Poetry Rehab–Changes–Expo 1893

I submit this new poem in response to this week’s Poetry Rehab Changes prompt https://wordpress.com/read/post/feed/31982590/864794694 , on the grounds that it refers to one of the most symbolic and pompously celebrated global events in the transition to the modern electrical energy-dependent world. It also forms a companion piece to Expo 51, which I submitted earlier this year https://oudeis2005.wordpress.com/2015/10/02/poetry-rehab-exposition/ , and may also reflect some underlying thoughts regarding the upcoming Paris Climate Change Conference now overshadowed by terrorist attacks.

Relatively obscure or deliberately obscured and conflated name references in this poem, torn willy-nilly from both erudite history and popular culture, are designed to stump older and younger readers alike. Both groups nowadays can easily Google them and I like to think that this is a way of bringing them together and forcing them to reflect on the reasons for my juxtaposing such seemingly disparate characters, even though I am not quite sure why I have done so myself.

I am intrigued and inspired by the role of supposed erudition in a world in which all superficial knowledge is but a click away and yet ignorance and philistinism are upheld as a socially useful norm. It is a situation at once very similar to and yet very different from that of the world of the Hellenistic Greek and Latin poets who influence much of my work. This was also the intellectual climate that engendered the first inklings of the Christian faith and which, in some murky parallel, is inspiring a revival of various faiths today, often in their ugliest forms.

I have a very clear idea of the kind of divergent and clashing rhythm patterns I am aiming at in this poem and the way I would like to thread repeated phonemes—especially a sort of choking sequence of /k/ and /g/ sounds—through the piece, as a substitute for rhyme. I would, as always, welcome any feedback as to how well I have managed to achieve this effect.

 

Expo 1893

 

Columbo was a shabby cheeky cad,

shacked up with a Canary princess,

till Bea chucked him out

with a sprig of sugar flower

and egged him on his way,

shoved off, like Theseus and Aeneas,

to found a New World.

*

The lights light up & everyone claps.

AC beats DC.

A confetti of intellectual property lawsuits ensues.

Twenty-seven million folks check

cheerfully in to friendly local hotels.

An effigy of Benjamin Franklin is put up

like a lightning rod. Saw grinds on bone

in the dungeons of a dingy guest-house.

And, as the grand finale,

the town Mayor is mown down.

*

Dr. Holmes figures logically that his pathology

will affect only 0.001% of the visiting population:

far less a toll

than that of tuberculosis, childbirth, syphilis,

or accidents in the building trade.

A death-rate akin to that of electricity.

The odd shock of a new technology.

An acceptable, statistically insignificant drop

of poison in the frenzied ocean of enthusiasm

and suffering of the birth-pangs of the modern world,

in the name of Nietzsche, research, science, freedom and de Sade.

All that razzmatazz.

Sherlock was stumped.

*

The obelisk fizzes with energy

and transmits its power around the world.

Paris, London, New York, Cairo.

Slums, palaces, Chinatowns, Bohemia.

As if Dr. Dee and his army of occult angels

were still at the controls.

Pharaohs stir and toss and orgasm

in their formaldehyde graves.

Dr. Holmes hooks a buzz-saw up

to the new electricity grid

to hack off living limbs.

An incandescent bulb swings from the ceiling

like a flower,

casting color and shadow

over severed bones.

*

Folk go home to their farms

on carts and trains—

the dead are always the fewest among us—

to gabble excitedly about their experience

like migrating geese.

*

We like Ike and David Icke in equal measure,

Eric Cartman and Eric Blair,

Suleyman, Sid Vicious, Che Guevara and El Cid.

*

In fourteen hundred and ninety two

Columbus sailed the ocean blue

& Spain was cleared of Muslims and Jews.

Sugar seed, small-pox, slavery,

genocide & intolerance

wash up in the galleons’ wake of spume and scum,

Aphrodite-like, on Caribbean shores.

*

The shadow of a bony-fingered hand

hovers over the apocalypse switch.

Mocking Noah’s single dove.

 

6 comments

  1. I really don’t know why but I liked your other responses to the rehab more.
    I don’t want to say it’s bad – it really isn’t. Your other pieces just spoke a lot more to me.

    Keep going – I am looking forward to the next one 🙂

    • Thank you for your feedback, which is always welcome and appreciated, and for continuing to follow my posts. I write in a variety of styles and use many different voices, some of which, understandably, may not be to everyone’s taste.

  2. I am intrigued by the approach, left breathless by the pace, and find myself applauding the wisdom of the poem. It is indeed unique. It seems a bit chaotic, but I believe that is the intent. The more I roll it around in my id, the more I like it.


▸ **About this task**:
Among the records below, find each line bearing the word "circle" and copy it.

[Data tied to figure images]
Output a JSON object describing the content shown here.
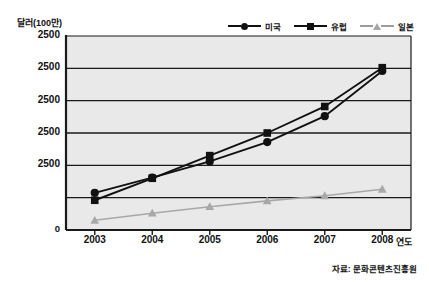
{
  "figure": {
    "title_cut": "",
    "source_note": "자료: 문화콘텐츠진흥원"
  },
  "axes": {
    "y_unit_label": "달러(100만)",
    "x_axis_title": "연도"
  },
  "legend": {
    "items": [
      {
        "label": "미국",
        "marker": "circle-marker",
        "color": "#111111"
      },
      {
        "label": "유럽",
        "marker": "square-marker",
        "color": "#111111"
      },
      {
        "label": "일본",
        "marker": "triangle-marker",
        "color": "#a8a8a8"
      }
    ]
  },
  "chart_data": {
    "type": "line",
    "title": "",
    "subtitle": "",
    "xlabel": "연도",
    "ylabel": "달러(100만)",
    "categories": [
      "2003",
      "2004",
      "2005",
      "2006",
      "2007",
      "2008"
    ],
    "x": [
      2003,
      2004,
      2005,
      2006,
      2007,
      2008
    ],
    "ytick_labels": [
      "2500",
      "2500",
      "2500",
      "2500",
      "2500",
      "0"
    ],
    "ylim": [
      0,
      6
    ],
    "grid": true,
    "legend_position": "top-right",
    "series": [
      {
        "name": "미국",
        "marker": "circle",
        "color": "#111111",
        "values": [
          1.15,
          1.62,
          2.12,
          2.72,
          3.52,
          4.92
        ]
      },
      {
        "name": "유럽",
        "marker": "square",
        "color": "#111111",
        "values": [
          0.92,
          1.6,
          2.3,
          3.0,
          3.82,
          5.02
        ]
      },
      {
        "name": "일본",
        "marker": "triangle",
        "color": "#a8a8a8",
        "values": [
          0.3,
          0.52,
          0.72,
          0.9,
          1.06,
          1.26
        ]
      }
    ]
  }
}
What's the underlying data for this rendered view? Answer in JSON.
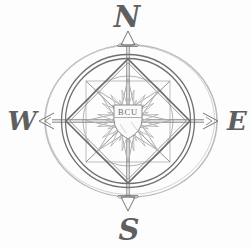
{
  "compass": {
    "labels": {
      "north": "N",
      "east": "E",
      "south": "S",
      "west": "W"
    },
    "shield_text": "BCU",
    "colors": {
      "background": "#fdfdfd",
      "ink_dark": "#6e6e6e",
      "ink_mid": "#8d8d8d",
      "ink_light": "#b6b6b6",
      "letters": "#5f5f5f"
    }
  }
}
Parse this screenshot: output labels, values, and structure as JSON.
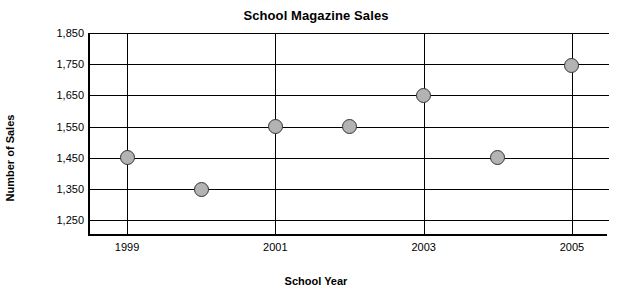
{
  "chart_data": {
    "type": "scatter",
    "title": "School Magazine Sales",
    "xlabel": "School Year",
    "ylabel": "Number of Sales",
    "x": [
      1999,
      2000,
      2001,
      2002,
      2003,
      2004,
      2005
    ],
    "values": [
      1450,
      1350,
      1550,
      1550,
      1650,
      1450,
      1745
    ],
    "xticks": [
      "1999",
      "2001",
      "2003",
      "2005"
    ],
    "xtick_values": [
      1999,
      2001,
      2003,
      2005
    ],
    "yticks": [
      "1,250",
      "1,350",
      "1,450",
      "1,550",
      "1,650",
      "1,750",
      "1,850"
    ],
    "ytick_values": [
      1250,
      1350,
      1450,
      1550,
      1650,
      1750,
      1850
    ],
    "xlim": [
      1998.5,
      2005.5
    ],
    "ylim": [
      1200,
      1850
    ],
    "grid": "horizontal-and-vertical-at-ticks",
    "legend": "none",
    "marker_fill": "#b3b3b3",
    "marker_edge": "#333333"
  }
}
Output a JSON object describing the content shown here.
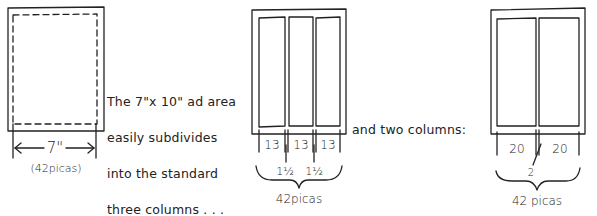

▸ **Answer to this problem**:
        "marker": "circle-marker",
        "marker": "circle",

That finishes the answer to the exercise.